Name-calling has taken the place of diplomacy at the G20. The German Finance Minister called the U.S. Federal Reserve's US$600B stimulus "clueless," while Bank of Canada Governor Mark Carney says he has "absolute confidence" in the program.

Somebody mentioned gold, and the swords are drawn again. Not a chance, said Carney. A good idea, said Robert Skidelsky, a leading Keynesian. Meanwhile, the man who started the gold rush, the World Bank's Robert Zoellick, says he didn't propose a full return to a gold standard. His objective was to point out that the gold price is sending a message that policy fundamentals within the G20 are rotten. With gold at US$1,400/oz., the message can't be ignored.

Certainly, there will be no clear outcome on currency reform and global trade imbalances, the main lightning rod for conflict. However, the sudden appearance of gold as an issue, unwelcome by central bankers, has somewhat helped galvanize and renew an important ideological battle. There will surely be no reference to gold in any final communiqué. But as the price of gold soars, it draws attention to the failures and weaknesses of the world's fiat currencies.

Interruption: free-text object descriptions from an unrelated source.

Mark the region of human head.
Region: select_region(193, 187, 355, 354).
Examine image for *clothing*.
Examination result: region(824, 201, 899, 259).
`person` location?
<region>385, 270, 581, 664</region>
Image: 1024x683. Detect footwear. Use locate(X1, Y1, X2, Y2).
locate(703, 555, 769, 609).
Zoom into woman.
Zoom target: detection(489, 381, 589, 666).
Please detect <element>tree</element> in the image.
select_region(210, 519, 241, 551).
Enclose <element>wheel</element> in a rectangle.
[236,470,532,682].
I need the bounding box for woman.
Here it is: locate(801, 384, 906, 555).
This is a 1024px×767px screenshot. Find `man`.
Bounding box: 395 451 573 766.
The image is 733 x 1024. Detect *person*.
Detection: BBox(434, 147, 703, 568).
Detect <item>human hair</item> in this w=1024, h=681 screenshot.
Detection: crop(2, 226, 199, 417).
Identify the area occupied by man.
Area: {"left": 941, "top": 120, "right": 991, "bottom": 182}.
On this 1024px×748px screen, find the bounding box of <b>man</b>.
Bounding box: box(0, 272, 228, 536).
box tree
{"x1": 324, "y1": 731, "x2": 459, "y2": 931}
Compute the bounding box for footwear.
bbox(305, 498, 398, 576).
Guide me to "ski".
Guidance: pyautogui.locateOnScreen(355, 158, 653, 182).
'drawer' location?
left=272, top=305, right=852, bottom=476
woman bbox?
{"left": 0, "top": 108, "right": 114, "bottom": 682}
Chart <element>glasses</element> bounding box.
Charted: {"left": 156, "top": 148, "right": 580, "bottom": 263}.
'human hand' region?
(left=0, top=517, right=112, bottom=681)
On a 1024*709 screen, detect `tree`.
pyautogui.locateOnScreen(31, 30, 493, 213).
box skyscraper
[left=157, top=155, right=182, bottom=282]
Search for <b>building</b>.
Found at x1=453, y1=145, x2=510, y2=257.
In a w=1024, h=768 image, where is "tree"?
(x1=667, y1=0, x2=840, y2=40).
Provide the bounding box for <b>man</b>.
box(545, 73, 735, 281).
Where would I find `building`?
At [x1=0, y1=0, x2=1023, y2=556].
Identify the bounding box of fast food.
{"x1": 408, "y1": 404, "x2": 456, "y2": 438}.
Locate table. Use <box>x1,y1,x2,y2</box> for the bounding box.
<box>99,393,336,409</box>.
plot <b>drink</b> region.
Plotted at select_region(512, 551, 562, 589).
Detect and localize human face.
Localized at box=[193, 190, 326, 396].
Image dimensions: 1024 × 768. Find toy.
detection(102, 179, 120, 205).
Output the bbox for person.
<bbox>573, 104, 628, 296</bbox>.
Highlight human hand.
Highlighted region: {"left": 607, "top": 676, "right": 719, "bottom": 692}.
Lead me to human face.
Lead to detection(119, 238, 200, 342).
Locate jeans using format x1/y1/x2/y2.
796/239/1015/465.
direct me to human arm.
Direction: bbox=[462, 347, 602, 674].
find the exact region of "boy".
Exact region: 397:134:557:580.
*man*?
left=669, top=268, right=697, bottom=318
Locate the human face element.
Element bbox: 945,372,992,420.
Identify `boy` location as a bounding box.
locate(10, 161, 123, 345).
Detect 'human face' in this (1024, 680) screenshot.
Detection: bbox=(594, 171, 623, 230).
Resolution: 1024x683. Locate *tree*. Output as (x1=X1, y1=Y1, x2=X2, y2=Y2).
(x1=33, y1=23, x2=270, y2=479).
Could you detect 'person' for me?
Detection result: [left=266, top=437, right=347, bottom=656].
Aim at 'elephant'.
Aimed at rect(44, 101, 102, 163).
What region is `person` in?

Outside of the global investment community, official policy circles would prefer to talk about rebalancing world trade, finding ways to manipulate currencies or new money-printing techniques. Then along came Zoellick, former U.S. trade rep and now head of the World Bank, who dropped the gold bomb in an op-ed in the Financial Times.

Overall, the sudden attention paid to a new gold standard is likely to fade. The prospect for some new gold standard is zero. As a result, the future of the world monetary system—even under some new super sovereign reserve—seems destined to ease quantitatively toward a new structure where inflationary paper continues to trump gold.